A little waxed thread and varnish soon put them into workable trim, and before going to bed we pledged a parting glass that some of our friends should gain a new experience on the morrow. And so it fell out. We knew that playing fish in such overgrown haunts was out of the question, and that if we had the luck to hook them it would be a question of pull devil, pull baker. Towards evening we met at our trysting-place. Green grasshoppers were numerous, so there was no lack of bait. As I anticipated, "Randolph Churchill's" inquisitiveness and audacity caused him to become our first victim. The bushes were far too thick to let us drop our bait near him in the ordinary manner. Our only chance was to roll the line round our rods, poke it through the bushes, unroll it carefully, dangle it before his nose, and then, if we had the luck to hook him, to give him no law, but to trust to our tackle and to hold on like grim death.
The next victim that evening was "Bradlaugh," a bold riser, who fought well, and who thoroughly justified his cognomen when on the bank. "Disraeli" was for some time our master; he knew a trick or two, and was by no means easily beguiled, though often pricked and once lightly hooked. Even his caution was at length overcome, and hardly an evening passed but that one or more of these, relatively speaking, monsters of some 2½ to 5 lb. in weight was landed.
"Lord Salisbury," however, proved to be a very difficult nut to crack, and beyond our powers of persuasion. He would solemnly inspect our lure, sniff round it, as it were, and then sink slowly down to his accustomed place. He seemed to know all about it, so, intent on other sport with the gun, we at last let him severely alone, telling the river keeper to get him out if he could.
One evening, as we were at dinner, there came a pressing message from the keeper to be allowed to see us; so, on ordering him in, a smiling rubicund visage appeared at the door, that of our friend the keeper, bearing in his hands a dish, on which reposed the vast proportions of "Lord Sallusberry," as he termed him, a tardy victim to the wiles of patience, combined with the reiterated attractions of a green grasshopper.
Possibly this kind of dapping may be deemed to be a poor kind of sport, and, speaking from a strictly orthodox point of view, the accusation cannot be denied. But, after all, it has its merits. It enables you, in waters where there are no May flies, to seduce the heavy fish into unwonted activity, and into taking surface flies. Thus you remove what are little short of pests in a trout stream, and you gain an interest in overcoming the difficulties of an otherwise impossible situation.
CHAPTER XII.
GRAYLING FISHING.
GRAYLING have one advantage over trout in that they extend your fishing season by at least three months. Whereas trout may be called spring and summer fish, grayling are autumn and winter fish. While trout love positions under overhanging banks, or in the side runs by the bank side, grayling, on the other hand, generally occupy positions in mid-stream, lying near, or on, the bottom. In rivers that contain both fish, a bank rise may be generally put down to a trout. I would have substituted the word "confidently" for "generally," had not a very competent critic placed a marginal note to my MS., stating that "he would it were so."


**Problem details**
Lines in the entries below where the word "Instructions" shows up should each be copied.

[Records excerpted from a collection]

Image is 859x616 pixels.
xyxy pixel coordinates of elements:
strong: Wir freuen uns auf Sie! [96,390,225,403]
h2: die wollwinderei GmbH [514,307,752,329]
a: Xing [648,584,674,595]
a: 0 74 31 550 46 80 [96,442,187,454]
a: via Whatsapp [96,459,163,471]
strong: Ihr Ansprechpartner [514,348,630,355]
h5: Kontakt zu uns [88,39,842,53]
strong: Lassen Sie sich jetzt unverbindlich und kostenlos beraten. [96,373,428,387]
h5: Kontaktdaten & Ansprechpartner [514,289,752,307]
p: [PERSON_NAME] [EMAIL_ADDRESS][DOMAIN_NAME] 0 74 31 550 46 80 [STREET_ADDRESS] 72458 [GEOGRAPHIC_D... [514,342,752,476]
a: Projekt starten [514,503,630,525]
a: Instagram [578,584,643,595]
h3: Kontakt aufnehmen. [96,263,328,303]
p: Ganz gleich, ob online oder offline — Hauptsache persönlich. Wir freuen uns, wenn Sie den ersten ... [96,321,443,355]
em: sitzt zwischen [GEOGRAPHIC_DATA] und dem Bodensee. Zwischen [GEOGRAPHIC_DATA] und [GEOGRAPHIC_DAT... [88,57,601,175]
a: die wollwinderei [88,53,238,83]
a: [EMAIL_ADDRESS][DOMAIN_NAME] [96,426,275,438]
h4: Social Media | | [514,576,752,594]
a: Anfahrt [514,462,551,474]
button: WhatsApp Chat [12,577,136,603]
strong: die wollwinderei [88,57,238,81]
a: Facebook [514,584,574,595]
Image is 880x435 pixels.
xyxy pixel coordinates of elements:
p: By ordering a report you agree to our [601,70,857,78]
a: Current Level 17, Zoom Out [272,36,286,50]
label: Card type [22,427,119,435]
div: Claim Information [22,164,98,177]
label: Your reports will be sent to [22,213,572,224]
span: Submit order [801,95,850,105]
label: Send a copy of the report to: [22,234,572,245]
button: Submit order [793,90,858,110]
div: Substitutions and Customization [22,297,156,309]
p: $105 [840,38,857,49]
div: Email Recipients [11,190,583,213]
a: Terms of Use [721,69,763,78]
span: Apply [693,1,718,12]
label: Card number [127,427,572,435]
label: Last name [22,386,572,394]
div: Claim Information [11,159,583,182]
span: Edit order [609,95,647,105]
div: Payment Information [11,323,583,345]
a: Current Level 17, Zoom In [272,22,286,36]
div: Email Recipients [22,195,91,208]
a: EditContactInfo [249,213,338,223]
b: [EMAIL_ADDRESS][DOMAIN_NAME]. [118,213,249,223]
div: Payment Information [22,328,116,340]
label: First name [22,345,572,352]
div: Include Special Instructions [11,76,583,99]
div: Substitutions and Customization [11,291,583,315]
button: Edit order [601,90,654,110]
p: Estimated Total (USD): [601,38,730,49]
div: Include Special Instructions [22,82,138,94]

**Reply**
div: Include Special Instructions [11,76,583,99]
div: Include Special Instructions [22,82,138,94]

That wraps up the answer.